Wednesday, July 17, 2002

Planned volunteer-informant corps elicits '1984' fears


As part of the country's war against terrorism, the Bush administration by next month wants to recruit a million letter carriers, utility workers and others whose jobs allow them access to private homes into a contingent of organized government informants. Top Stories

The Terrorism Information and Prevention System (Operation TIPS), a national reporting pilot program, is scheduled to start next month in 10 cities, with 1 million informants — or nearly 4 percent of Americans — initially participating in the program.
The program will allow volunteers, whose routines make them well-positioned to recognize suspect activities, to report the same to the Justice Department, which is running the project. The Justice Department will enter the information into a database, which will then be broadly available within the department, and to state and local agencies and local police forces.
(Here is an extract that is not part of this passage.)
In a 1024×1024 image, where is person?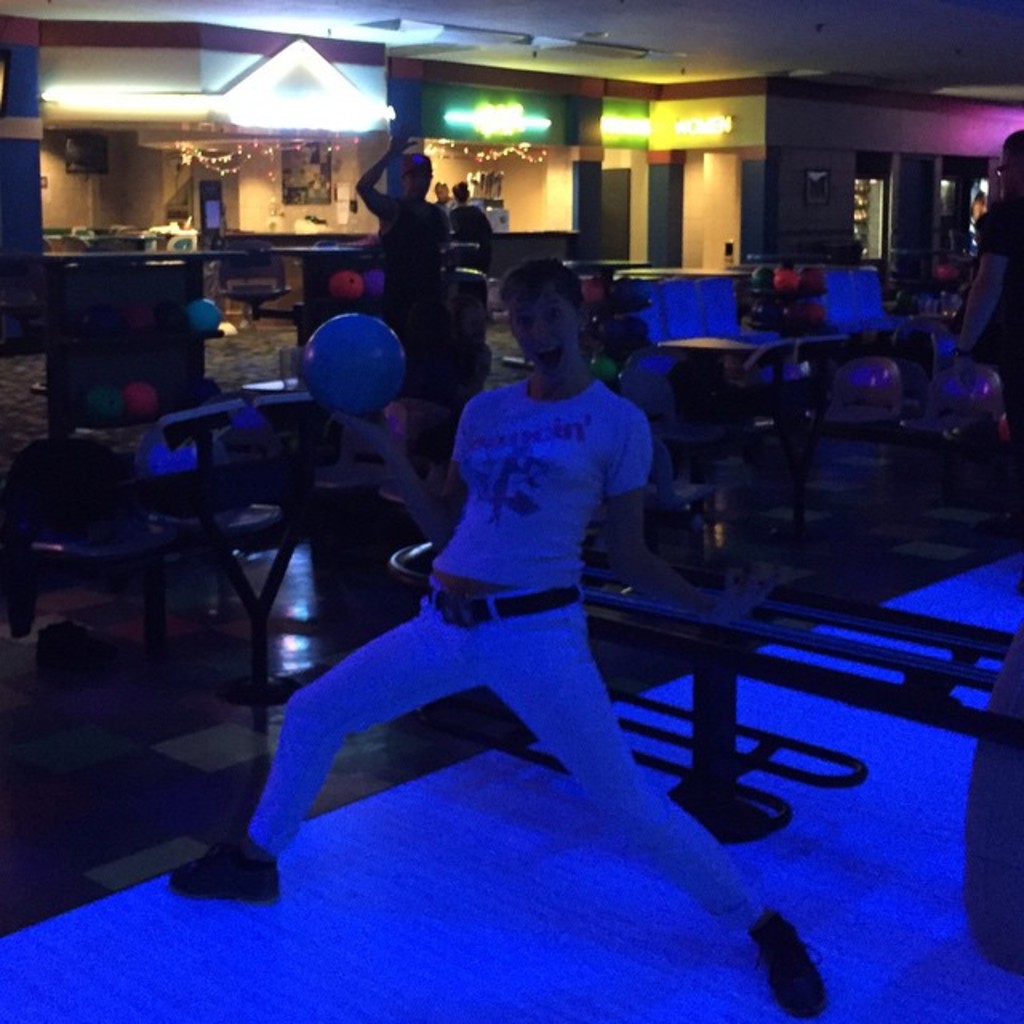
446:174:501:280.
At local and state levels, the program will be coordinated by the Federal Emergency Management Agency.
Operation TIPS is one part of President Bush's new volunteer Citizen Corps program that urges Americans to keep their neighborhoods safe. The program is described on the government Web site www.citizencorps.gov.
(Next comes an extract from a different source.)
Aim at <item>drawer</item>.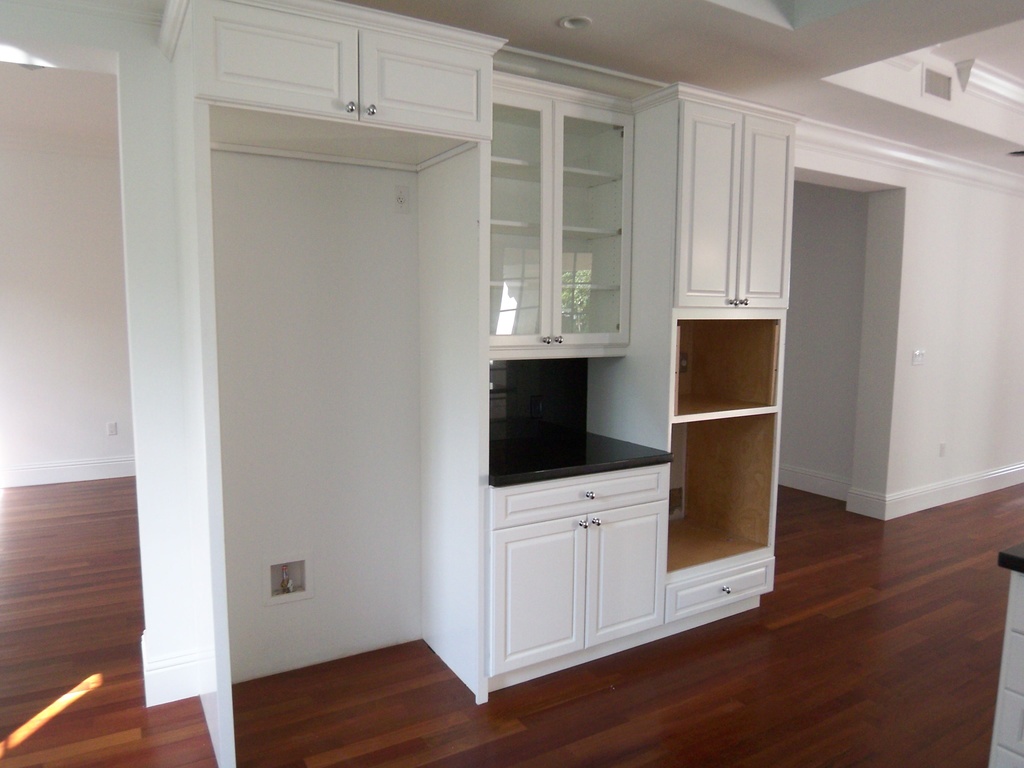
Aimed at Rect(490, 462, 669, 534).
"This broad network of volunteer efforts will harness the power of the American people by relying on their individual skills and interests to prepare local communities to effectively prevent and respond to the threats of terrorism, crime, or any kind of disaster," the program's description on the Web site states.
The program has already alarmed several civil liberties groups, including the American Civil Liberties Union and the Rutherford Institute, which say the administration should not allow TIPS to become "an end run around the Constitution."
Critics say that having Americans act as "domestic informants" is reminiscent of the infamous Stasi, the new-disbanded communist East German secret police service that snooped on dissidents and ordinary East German citizens for more than 40 years, compiling a huge catalogue of notes.
Rachel King, an ACLU legislative counsel, said yesterday the organization is concerned that law enforcement will use the volunteers, especially those whose occupations allow them to enter homes and monitor residents — to search people's residences, without a warrant. She said that the organization is also worried that the program will adversely affect the fight against terrorism by wasting resources on useless tips and that the program will encourage vigilantism and racial profiling.
"The administration apparently wants to implement a program that will turn local cable or gas or electrical technicians into government-sanctioned peeping Toms," Miss King said.